The plan sounded simple enough on paper: have a swarm of B-24 bombers fly low over Ploesti, Romania, and blast away the Nazi-controlled oil refineries there. To the men who would be inside those B-24s, however, the plan sounded like a script for a one-sided bloodbath—with them on the wrong side. Resistance to the plan surfaced up and down the chain of command. In North Africa, 98th Bomb Group commander Lieutenant Colonel John R. "Killer" Kane—who would have to lead his men on the deadly mission if the orders came down—declared the idea the product of "some idiot armchair warrior in Washington."
Not surprisingly, orders arrived and the mission was set for August 1, 1943. If it worked, many Allied leaders believed, it would deprive Germany of fuel essential to its war machinery.

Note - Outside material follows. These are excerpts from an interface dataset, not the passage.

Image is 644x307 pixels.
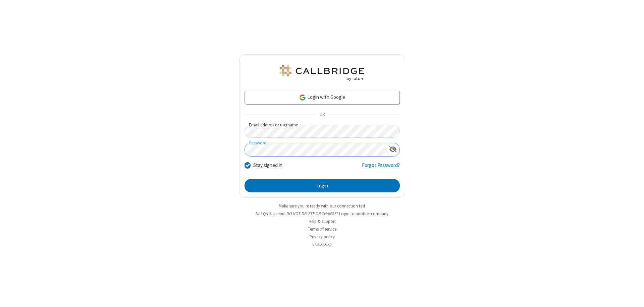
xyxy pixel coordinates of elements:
img: google-icon.png [299,94,306,101]
button: Login [245,179,400,192]
a: Forgot Password? [362,161,400,174]
a: Make sure you're ready with our connection test [279,203,365,209]
input: Email address or username [245,124,400,138]
label: Stay signed in [253,161,282,169]
li: v2.6.353.3b [239,241,405,248]
span: OR [317,110,327,119]
a: Login with Google [245,91,400,104]
div: Show password [387,143,399,156]
a: Help & support [309,219,336,224]
li: Not QA Selenium DO NOT DELETE OR CHANGE? [239,210,405,217]
img: QA Selenium DO NOT DELETE OR CHANGE [278,65,365,81]
a: Terms of service [308,226,336,232]
input: Password [245,143,387,156]
button: Login to another company [339,210,388,217]
a: Privacy policy [310,234,335,240]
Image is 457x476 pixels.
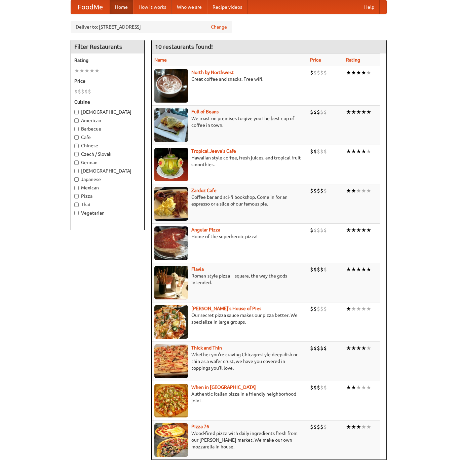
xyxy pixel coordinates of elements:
li: ★ [356,345,361,352]
p: Home of the superheroic pizza! [155,233,305,240]
li: $ [313,227,317,234]
a: Rating [346,57,360,62]
input: [DEMOGRAPHIC_DATA] [74,169,79,173]
a: Name [155,57,167,62]
li: $ [320,108,324,116]
img: pizza76.jpg [155,423,188,457]
li: $ [320,227,324,234]
li: ★ [367,345,371,352]
b: North by Northwest [192,70,234,75]
a: Price [310,57,322,62]
p: Great coffee and snacks. Free wifi. [155,76,305,82]
li: $ [320,423,324,431]
li: ★ [346,147,351,155]
p: Wood-fired pizza with daily ingredients fresh from our [PERSON_NAME] market. We make our own mozz... [155,430,305,450]
a: Recipe videos [207,0,248,14]
li: $ [313,69,317,76]
li: ★ [351,384,356,391]
li: ★ [367,305,371,312]
a: Flavia [192,266,204,272]
li: $ [84,88,87,95]
li: $ [313,423,317,431]
li: $ [78,88,81,95]
li: $ [313,266,317,273]
li: ★ [346,108,351,116]
p: Coffee bar and sci-fi bookshop. Come in for an espresso or a slice of our famous pie. [155,194,305,207]
label: Chinese [74,142,141,149]
b: Zardoz Cafe [192,188,217,193]
input: Thai [74,203,79,207]
li: ★ [356,147,361,155]
li: ★ [346,69,351,76]
label: [DEMOGRAPHIC_DATA] [74,109,141,116]
li: $ [313,147,317,155]
li: $ [320,147,324,155]
li: ★ [351,108,356,116]
b: Full of Beans [192,109,218,114]
li: $ [317,187,320,195]
p: Authentic Italian pizza in a friendly neighborhood joint. [155,391,305,404]
li: $ [324,108,327,116]
li: $ [320,345,324,352]
li: ★ [351,69,356,76]
li: $ [87,88,91,95]
label: Pizza [74,193,141,199]
li: ★ [361,423,367,431]
li: ★ [367,108,371,116]
li: $ [310,108,313,116]
li: ★ [356,305,361,312]
a: [PERSON_NAME]'s House of Pies [192,306,261,311]
li: $ [320,266,324,273]
li: ★ [367,423,371,431]
li: ★ [351,147,356,155]
label: Japanese [74,176,141,183]
p: Our secret pizza sauce makes our pizza better. We specialize in large groups. [155,312,305,326]
p: Roman-style pizza -- square, the way the gods intended. [155,272,305,286]
p: Whether you're craving Chicago-style deep dish or thin as a wafer crust, we have you covered in t... [155,351,305,371]
input: Japanese [74,177,79,181]
li: ★ [361,69,367,76]
li: $ [324,227,327,234]
li: $ [313,108,317,116]
li: $ [310,266,313,273]
input: American [74,118,79,123]
li: ★ [351,423,356,431]
li: ★ [356,266,361,273]
label: American [74,117,141,124]
li: $ [313,305,317,312]
li: $ [324,305,327,312]
li: $ [313,384,317,391]
img: thick.jpg [155,345,188,378]
a: Who we are [172,0,207,14]
li: ★ [79,67,84,74]
li: $ [324,266,327,273]
li: $ [74,88,78,95]
li: $ [324,384,327,391]
li: $ [317,384,320,391]
li: ★ [367,69,371,76]
input: Cafe [74,136,79,140]
li: $ [310,227,313,234]
li: $ [324,69,327,76]
li: $ [310,345,313,352]
li: $ [320,384,324,391]
input: German [74,161,79,165]
li: ★ [356,227,361,234]
input: Czech / Slovak [74,152,79,156]
li: ★ [351,227,356,234]
li: $ [320,305,324,312]
li: ★ [361,147,367,155]
a: Pizza 76 [192,424,209,429]
a: When in [GEOGRAPHIC_DATA] [192,385,256,390]
li: ★ [351,266,356,273]
a: Home [110,0,133,14]
div: Deliver to: [STREET_ADDRESS] [71,21,232,33]
li: $ [317,423,320,431]
a: Thick and Thin [192,345,222,351]
li: $ [310,423,313,431]
li: $ [317,108,320,116]
input: Barbecue [74,127,79,131]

They hoped it would shorten the war by at least six months.
The US brass had a point. Even Adolf Hitler realized he needed a reliable source of oil, and he had known it from the start, even before he began his blitzkrieg to grab chunks of Europe. The type of mechanized warfare he envisioned demanded it. The trouble for Hitler’s regime was that, during the1930s, less than one percent of the world’s total petroleum output came from Germany. Accordingly, the Germans immediately initiated a crash program to produce synthetic fuel from lignite coal, a soft, brown, low-grade coal plentiful in Germany. They also built up stores of imported oil. Still, Germany needed more fuel.